We hope you might see this blog as something of a sequel to that great industry classic on team management, Peopleware: Productive Projects and Teams. At the very least, we attempt to build upon those foundations. The magic of that book is its unrelenting commitment to the idea that software developers are people, not machines, and should be handled as such. The authors recognize that the human factors trump everything else - yes, even in tech work - and we continue that commitment by coaching an interview design plan that focuses more on persons and less on procedural rigidity. The subtitle for this blog might have been “Becoming a Productive Interviewer in the Peopleware Way”.


For decades, as new college graduates have entered the tech workforce, they have been subject to poor interviewing practices that result in questionable hires and high turnover. Since it's all they know, they perpetuate a cycle of abuse by using the same poor practices on their own interviewees later. The result is an entire industry doing things in an old, broken way because it's all the workers have ever known. No one has bothered to coach them down a better path. But employees and employers agree that we'd all be much happier (and more profitable) if we could somehow get the right engineers in the right place.

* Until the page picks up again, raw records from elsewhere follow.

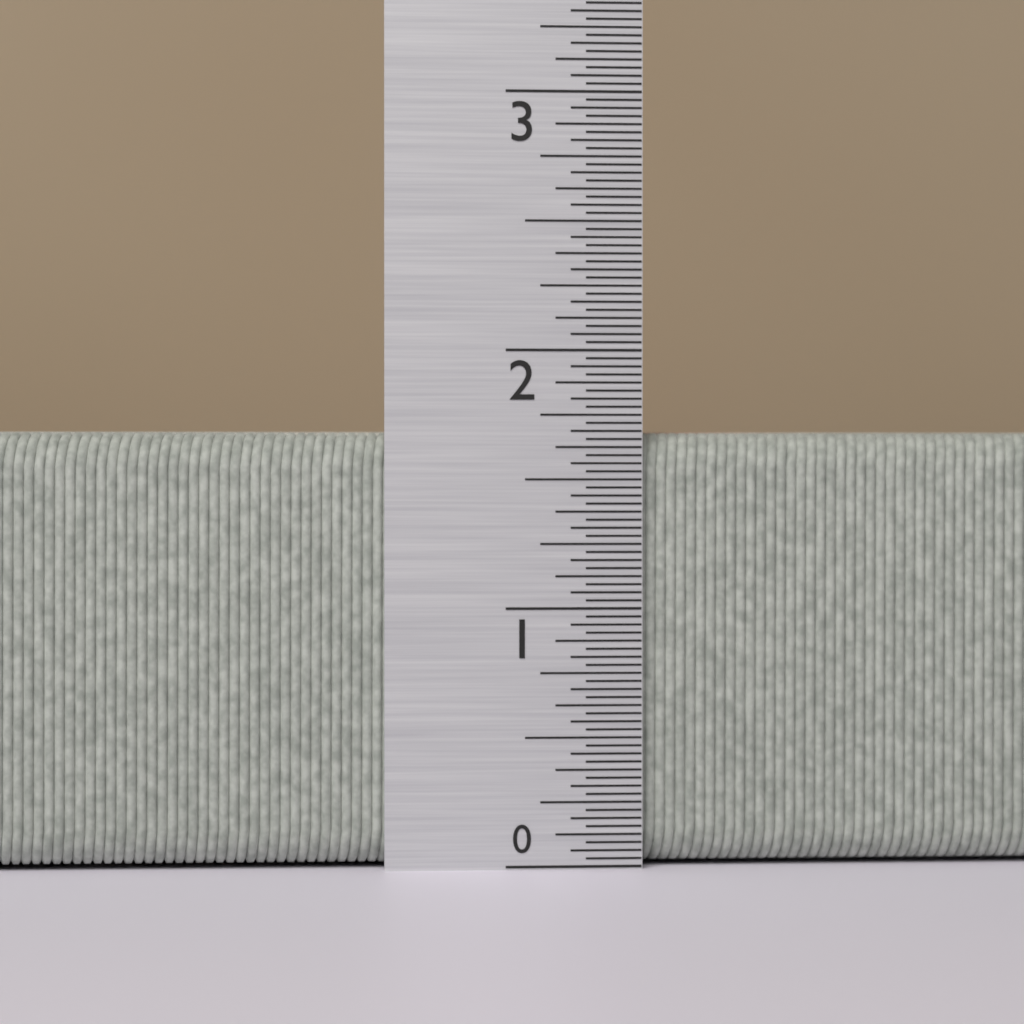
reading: 1.68750 in
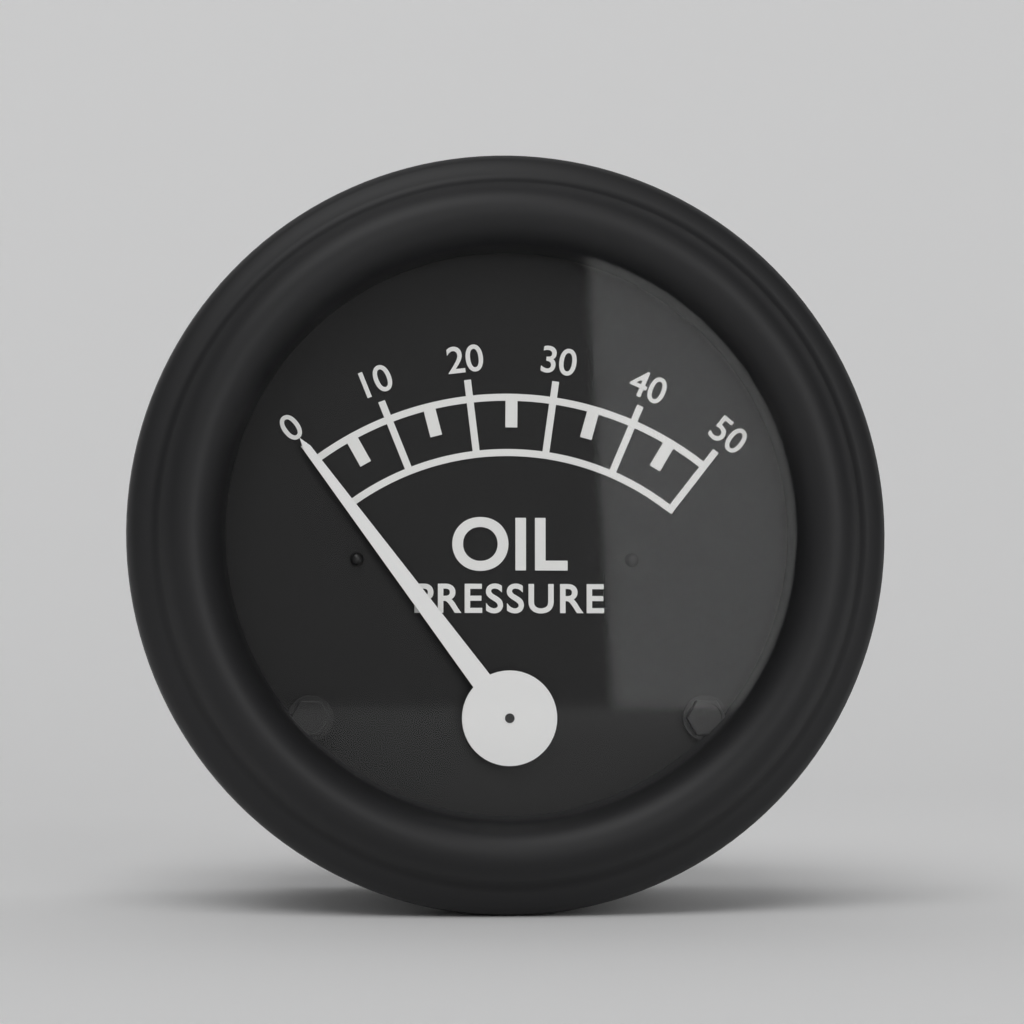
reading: 0 (no unit)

For those determined to read on and learn the good, bad, and ugly of engineer interviewing, much of what you find in here may strike you as simply common sense. Alas, as we are continually reminded through our interactions with other humans, common sense is anything but common. Congratulations if you find large portions of this guide mundane or repetitive. You should take that as a sign that you “get it” and don’t need the primer so many others never received. We ask that you share what you've learned and help us break the cycle of abuse.